Bobi Wine, who has been on a European tour mobilizing resources to support his political party activities, has been showered with praise from members of the LGBTQ community in Belgium and other European countries, calling him an ambassador of the LGBTQ people in Africa who has not shied away  from fighting for sexual minorities’ rights.

Many include one David Vidal Sans, a Press and Communications Advisor at the European Union Parliament, took it to social media to commend Bobi Wine for his role in promoting homosexuality in Africa.

“Honored to meet Uganda’s most prominent leader, @HEBobiwine.

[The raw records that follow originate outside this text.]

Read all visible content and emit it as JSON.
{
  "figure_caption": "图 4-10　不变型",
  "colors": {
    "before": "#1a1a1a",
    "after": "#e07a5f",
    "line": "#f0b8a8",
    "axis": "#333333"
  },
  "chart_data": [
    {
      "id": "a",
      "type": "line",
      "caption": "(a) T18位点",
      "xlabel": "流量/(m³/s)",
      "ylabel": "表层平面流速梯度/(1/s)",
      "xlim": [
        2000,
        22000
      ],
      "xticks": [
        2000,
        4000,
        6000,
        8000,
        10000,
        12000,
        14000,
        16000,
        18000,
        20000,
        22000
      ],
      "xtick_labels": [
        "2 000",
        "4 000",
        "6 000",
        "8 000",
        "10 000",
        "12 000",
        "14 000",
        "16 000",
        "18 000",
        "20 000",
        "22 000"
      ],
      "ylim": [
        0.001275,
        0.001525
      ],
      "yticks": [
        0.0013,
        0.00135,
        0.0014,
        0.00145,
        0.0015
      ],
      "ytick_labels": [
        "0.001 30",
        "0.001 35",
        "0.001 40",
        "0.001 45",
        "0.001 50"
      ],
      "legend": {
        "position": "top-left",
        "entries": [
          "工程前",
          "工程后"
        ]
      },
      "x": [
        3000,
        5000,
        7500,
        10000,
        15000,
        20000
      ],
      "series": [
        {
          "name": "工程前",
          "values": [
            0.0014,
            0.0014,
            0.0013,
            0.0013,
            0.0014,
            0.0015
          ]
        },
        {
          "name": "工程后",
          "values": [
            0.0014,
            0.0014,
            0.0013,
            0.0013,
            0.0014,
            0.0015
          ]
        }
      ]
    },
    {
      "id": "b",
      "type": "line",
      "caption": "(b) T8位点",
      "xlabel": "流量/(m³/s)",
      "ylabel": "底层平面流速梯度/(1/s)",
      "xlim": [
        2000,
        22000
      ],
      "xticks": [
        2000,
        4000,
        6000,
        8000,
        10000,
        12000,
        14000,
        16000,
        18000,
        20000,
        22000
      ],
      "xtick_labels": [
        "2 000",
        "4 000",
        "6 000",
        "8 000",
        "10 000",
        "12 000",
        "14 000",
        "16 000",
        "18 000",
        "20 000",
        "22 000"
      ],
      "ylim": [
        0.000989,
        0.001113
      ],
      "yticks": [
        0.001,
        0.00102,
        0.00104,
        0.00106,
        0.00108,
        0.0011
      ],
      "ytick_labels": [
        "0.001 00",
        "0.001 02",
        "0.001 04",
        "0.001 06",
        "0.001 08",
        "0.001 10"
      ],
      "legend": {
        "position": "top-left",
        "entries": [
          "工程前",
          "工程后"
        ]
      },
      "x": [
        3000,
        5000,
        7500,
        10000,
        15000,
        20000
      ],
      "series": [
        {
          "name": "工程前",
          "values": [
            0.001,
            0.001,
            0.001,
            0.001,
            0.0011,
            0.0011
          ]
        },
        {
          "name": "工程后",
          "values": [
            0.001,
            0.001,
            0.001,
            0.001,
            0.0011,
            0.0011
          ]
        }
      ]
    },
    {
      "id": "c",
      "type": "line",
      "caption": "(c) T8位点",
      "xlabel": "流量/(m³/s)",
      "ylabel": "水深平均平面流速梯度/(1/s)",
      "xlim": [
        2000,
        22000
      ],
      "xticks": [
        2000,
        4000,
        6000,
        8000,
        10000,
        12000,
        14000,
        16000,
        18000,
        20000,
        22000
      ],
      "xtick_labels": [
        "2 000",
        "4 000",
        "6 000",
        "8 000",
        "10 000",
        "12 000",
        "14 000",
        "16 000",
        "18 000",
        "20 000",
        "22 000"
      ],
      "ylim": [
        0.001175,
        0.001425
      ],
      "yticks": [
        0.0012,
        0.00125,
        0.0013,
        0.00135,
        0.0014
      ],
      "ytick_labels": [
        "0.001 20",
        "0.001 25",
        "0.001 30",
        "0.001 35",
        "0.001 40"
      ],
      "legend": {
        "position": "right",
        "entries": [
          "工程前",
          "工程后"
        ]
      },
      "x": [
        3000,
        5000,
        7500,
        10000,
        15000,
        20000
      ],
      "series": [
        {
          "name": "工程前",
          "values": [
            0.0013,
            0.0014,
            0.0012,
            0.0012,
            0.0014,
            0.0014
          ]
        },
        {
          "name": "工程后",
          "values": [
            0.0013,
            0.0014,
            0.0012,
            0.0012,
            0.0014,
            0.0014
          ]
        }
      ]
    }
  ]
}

He is not only fighting for human and LGBTI+ rights but also exposing the dictatorial reality of his country in the 2024 Oscar-nominated documentary Bobi Wine: The People’s President,” Vidal posted on X.

Bobi Wine, who was deemed homophobic and made a song condemning homosexuality, made it categorically clear that he supports the LGBTQ community after joining elective politics in 2018. In November 2023, he condemned his party MPs for supporting the Anti-Homosexuality Act (AHA), which prohibits the promotion of homosexuality in Uganda and has a death penalty for aggravated homosexuality.

While speaking to BBC in London, Bobi Wine bashed his MPs for going against his stance on LGBTQ rights and accused them of working with President Museveni to pass the AHA. It is against this backdrop that he removed Mpuuga from the Leader of Opposition (LOP) post in parliament for allegedly rallying his colleagues to support the AHA.

However, unlike in Europe and America, where he clearly declares his complete support for LGBTQ rights, Bobi Wine denies his association with homosexuals whenever he gets back to Uganda in fear of losing support from the locals who continue to detest homosexuality.

This has left him in a dilemma to choose between the money from the LGBTQ community and the political support from the locals.